Charles Richard Harington

Charles Richard Harington (May 22, 1933 – September 8, 2021) was a Canadian zoologist.

Life and career

Harington was born in Calgary in May 1933.[1][2][3]

After working for geophysical companies in Alberta, and for the Arctic Institute of North America in Ottawa, he spent a year on northern Ellesmere Island during the International Geophysical Year, 1957–58, and came full circle in the summer of 2008 by carrying out field work on Ellesmere Island during the International Polar Year. From 1960-65, he worked as a Canadian Wildlife Service biologist, specializing in polar bear and muskox research.

In 1965, he was appointed Curator of Quaternary Zoology with the National Museums of Canada and was Chief of the Paleobiology Division (1982–91). He carried out detailed studies of the ice age animals of the Yukon, concentrating his work on the unglaciated country near Dawson and Old Crow; and on Pliocene vertebrates and environments of Ellesmere Island where he spent 10 field seasons between 1992 and 2008 leading a team collecting fossils from a unique four-million-year-old vertebrate site (the Beaver Pond site) near the head of Strathcona Fiord. His interests include: the ice age vertebrates of Canada, Alaska and Greenland; the evolution and distribution of arctic and alpine mammals; and climatic change in Canada during the ice age. He has written or contributed over 300 scientific papers, publications and reports.

Harington died in Ottawa on September 8, 2021, at the age of 88.[4]

References

  1. ^ Massey Medal, past recipients Archived 2019-05-10 at the Wayback Machine, Royal Canadian Geographical Society. Accessed 2011-04-29.
  2. ^ Order of Canada, Charles Richard Harington, Governor General of Canada. Accessed 2011-04-29.
  3. ^ Honorary degree recipients named Archived July 23, 2011, at the Wayback Machine, Folio, October 1, 2004, University of Alberta. Accessed 2011-4-29.
  4. ^ "Charles Richard Harington obituary (1933–2021) The Globe and Mail". Legacy.com. Retrieved 12 January 2022.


WORK ITEM:
Drop all images and give the records again exactly.

== TASK DATA ==

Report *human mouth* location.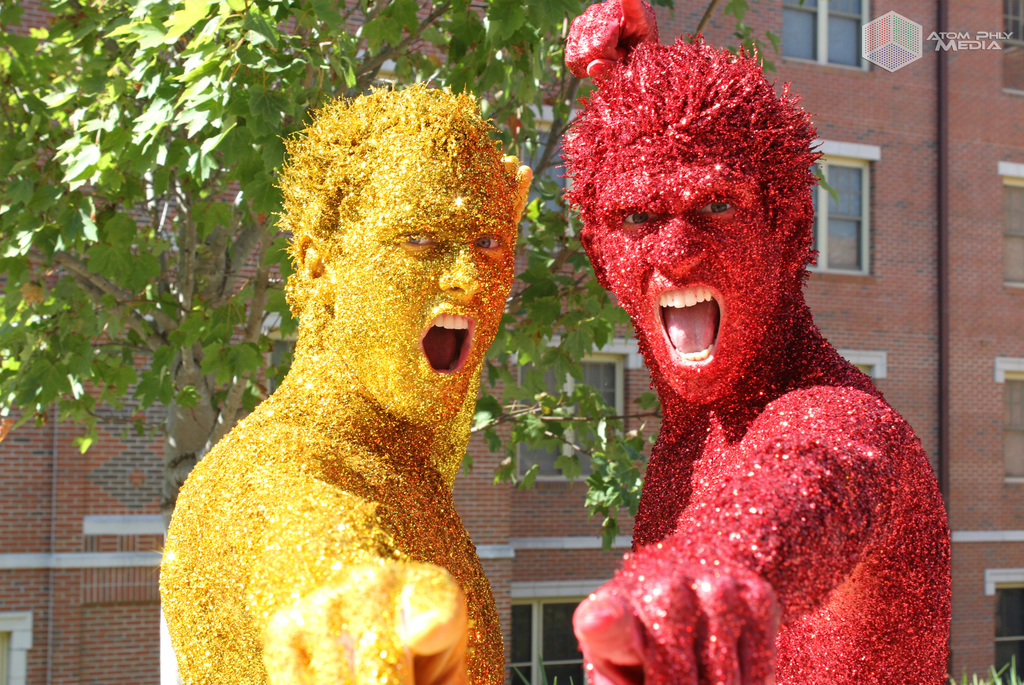
Report: (left=656, top=282, right=728, bottom=366).
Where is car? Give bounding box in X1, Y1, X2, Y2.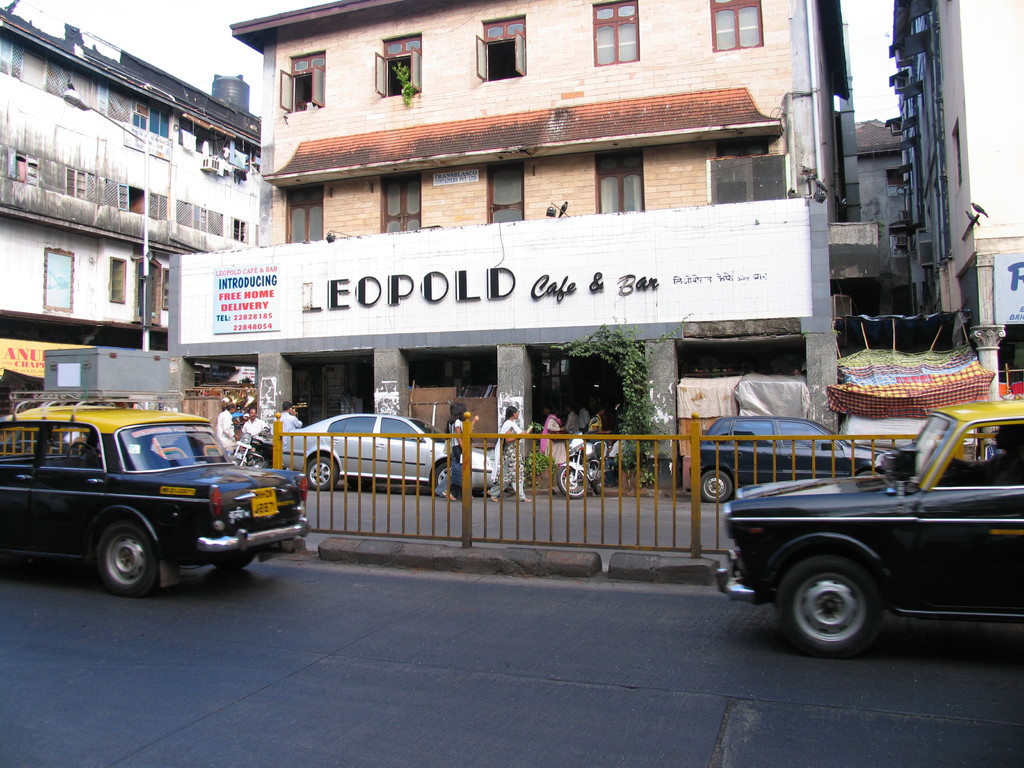
716, 395, 1023, 657.
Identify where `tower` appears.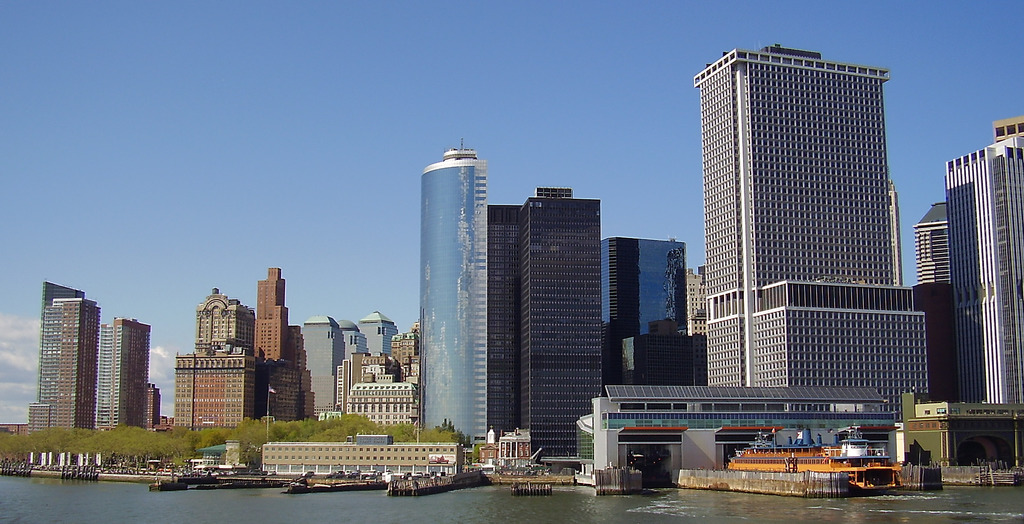
Appears at (401,131,508,419).
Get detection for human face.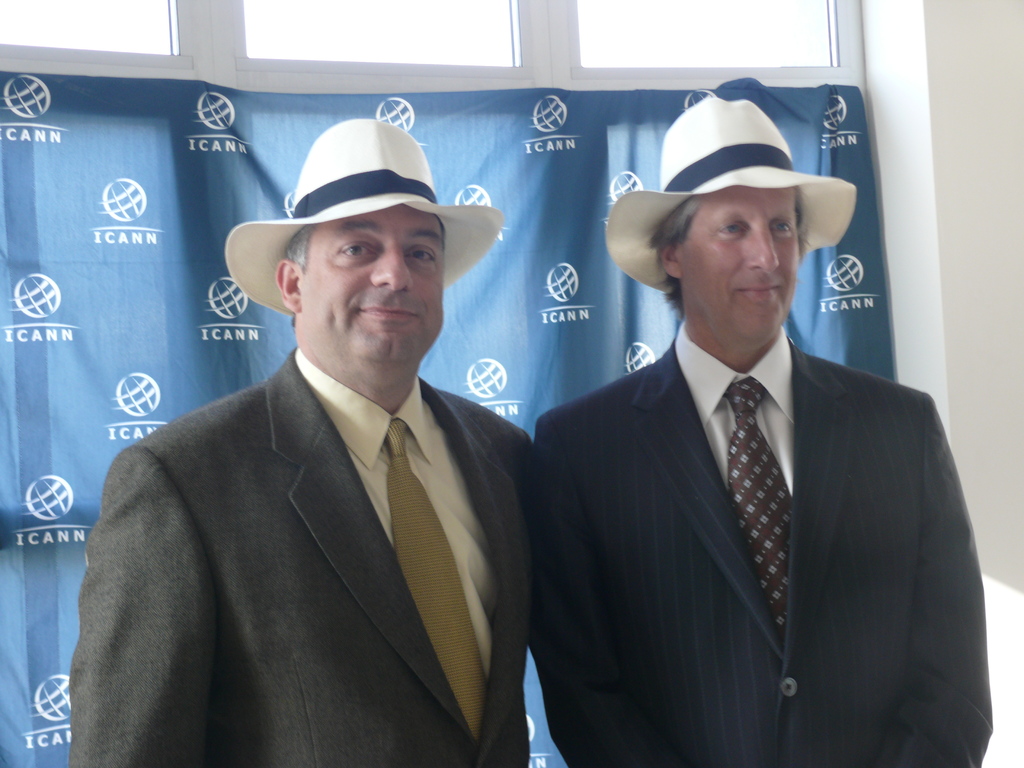
Detection: box=[302, 202, 444, 362].
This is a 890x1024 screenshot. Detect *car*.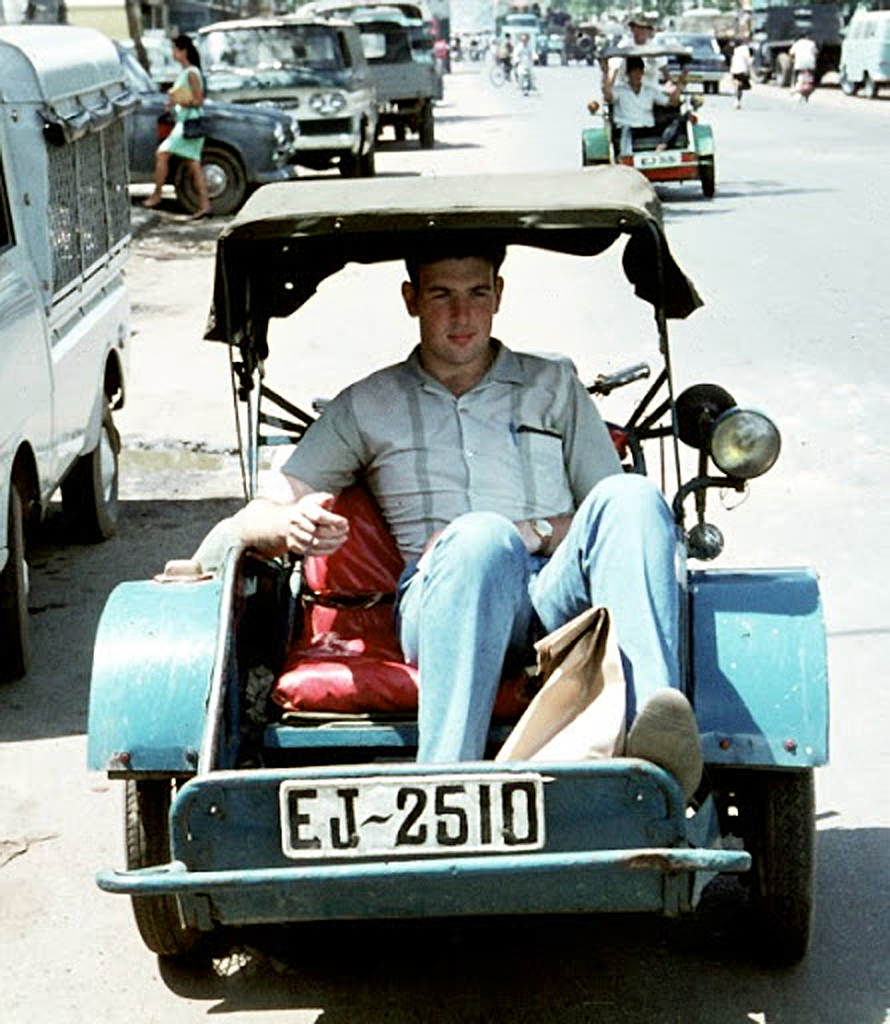
box(113, 23, 312, 218).
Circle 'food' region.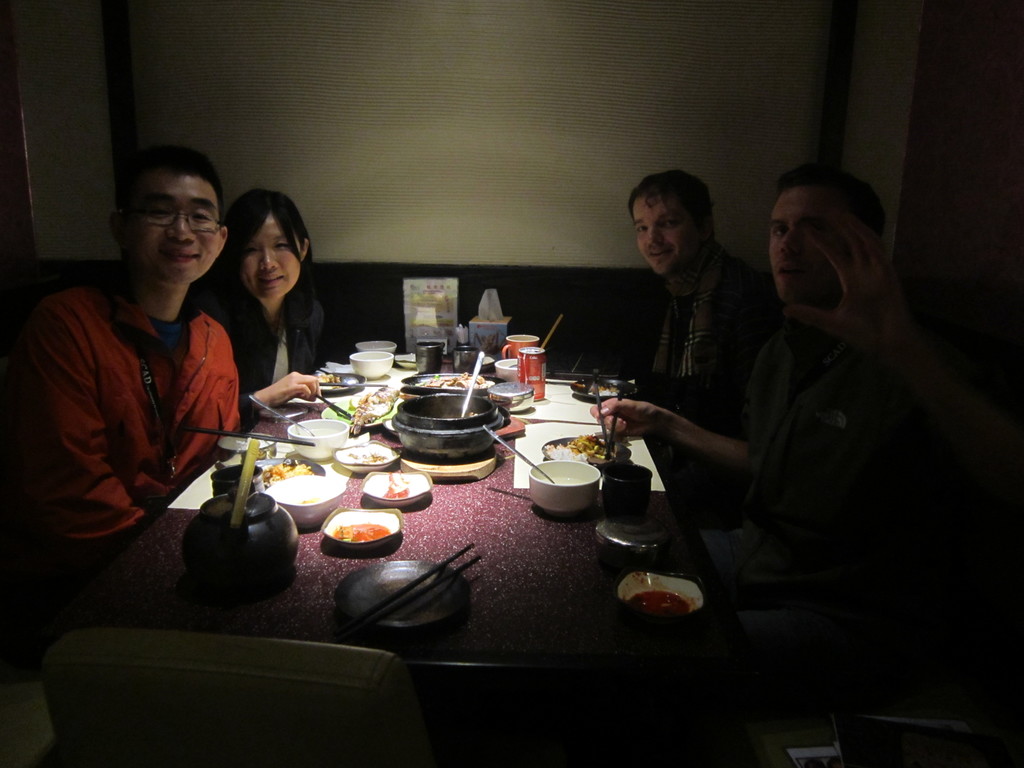
Region: [x1=261, y1=456, x2=313, y2=490].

===

RESPONSE BELOW:
Report *human mouth* location.
Report: (left=656, top=282, right=728, bottom=366).
Where is car? Give bounding box in X1, Y1, X2, Y2.
716, 395, 1023, 657.
Identify where `tower` appears.
Appears at (401,131,508,419).
Get detection for human face.
Detection: box=[302, 202, 444, 362].
This is a 890x1024 screenshot. Detect *car*.
box(113, 23, 312, 218).
Circle 'food' region.
Region: [x1=261, y1=456, x2=313, y2=490].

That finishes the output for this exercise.